Lingling was shocked. ‘But I saw her just a few days ago, carrying a bag of rice from the school into the village!’
‘Well, she got the fever more than a year ago, so she was lucky to make it this far. But that’s why she died, you know, because she brought home that bag of rice. She set it outside the door, and the minute her back was turned, one of the family’s pigs got into the bag and ate it all. You know Xiuqin’s temper. . she got so mad at that pig, she started chasing it around the yard and hitting it, beating it so bad she broke its spine. But it wore her out, it did. She started bleeding inside, coughing up a lot of blood, and the night before last, she died.’
Lingling turned a sickly shade of grey. She could almost feel herself bleeding internally, her own stomach filling with blood. Cautiously, tentatively, she ran her tongue over her lips and found no taste of blood. That was reassuring. But her heart was still racing, pounding in her chest, and she had to grab the wall for support.
‘You haven’t started making lunch yet?’ the man asked her.
‘I was just about to.’
The funeral procession continued on its way. Lingling was just about to turn and go back into the house when she spied her husband, Ding Xiaoming, at the back of the crowd. He carried a shovel, and seemed to be deliberately lagging behind the others. She wanted to rush indoors, but it was too late: he’d already seen her. She would have to say something.
‘Did you come to help with the burial?’ she called out.
Ding Xiaoming stared at her. ‘Xiuqin’s dead, and she had family and friends and people that cared about her. But you’ve got no one, you’re living out here like an outcast. It should have been you!’ He raised his voice. ‘You should have been dead a long time ago!’
Xiaoming’s angry words hit Lingling like a burst of gunfire. Before she could muster an answer, he had passed her and was rushing to catch up with the others.

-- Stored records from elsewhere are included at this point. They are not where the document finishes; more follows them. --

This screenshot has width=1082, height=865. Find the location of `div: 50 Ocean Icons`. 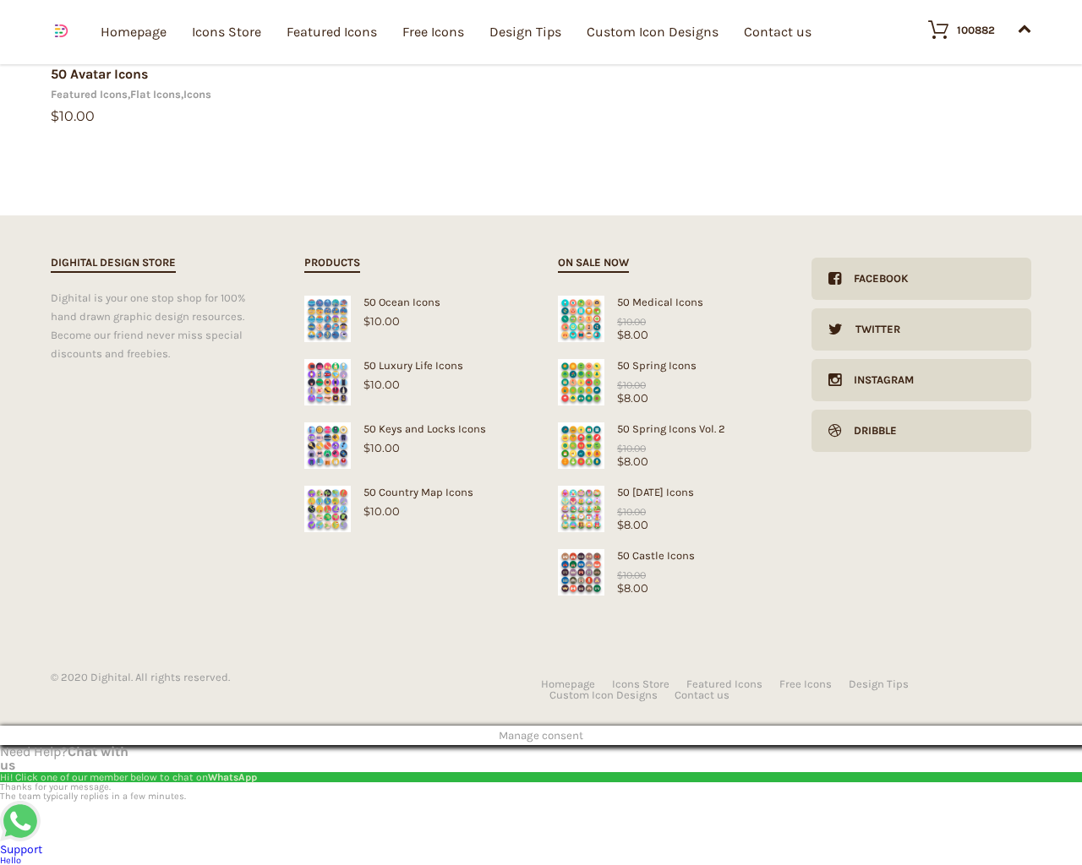

div: 50 Ocean Icons is located at coordinates (414, 302).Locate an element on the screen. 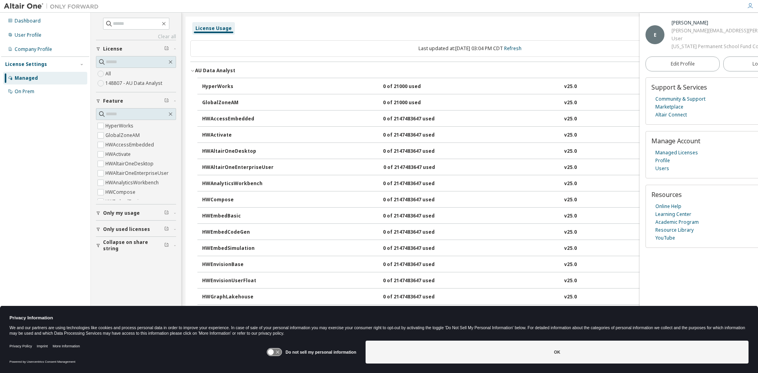  div: HWEmbedBasic is located at coordinates (238, 216).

Lingling stood in shock, watching him disappear in the direction of the village. After a few moments, she turned and slowly walked back into the house. She found Uncle awake, sitting on the edge of the bed getting dressed.
Lingling’s eyes filled with tears. ‘Let’s really do it,’ she said, a sob in her voice. ‘Let’s get married as soon as we can. And let’s move back to the village, okay? Just once before we die, I want us to be a respectable couple. You have to promise me, Daddy.’
1
Not long after that, Uncle went to ask his wife for a divorce. Tingting was living in her hometown of Song Village, located five or six miles from Ding Village. Uncle and Lingling made the trip on foot, and brought with them a bag of snacks for Uncle’s son, Little Jun. Uncle went into Song Village alone, while Lingling waited for him beneath a shady tree on the outskirts of the village.
When Uncle and his estranged wife were seated comfortably in the living room of her parents’ house, he told her: ‘I think we should get a divorce. To tell you the truth, I’d like to marry Lingling before I die. I just want to spend a few happy days with her before we’re gone.’
Tingting paled. She seemed to be thinking something over. ‘All right,’ she answered after a moment. ‘I’ll give you a divorce if you ask your brother to get me two good coffins. But make sure they’re good ones. . I want the very best caskets, the kind with carvings all over the sides.’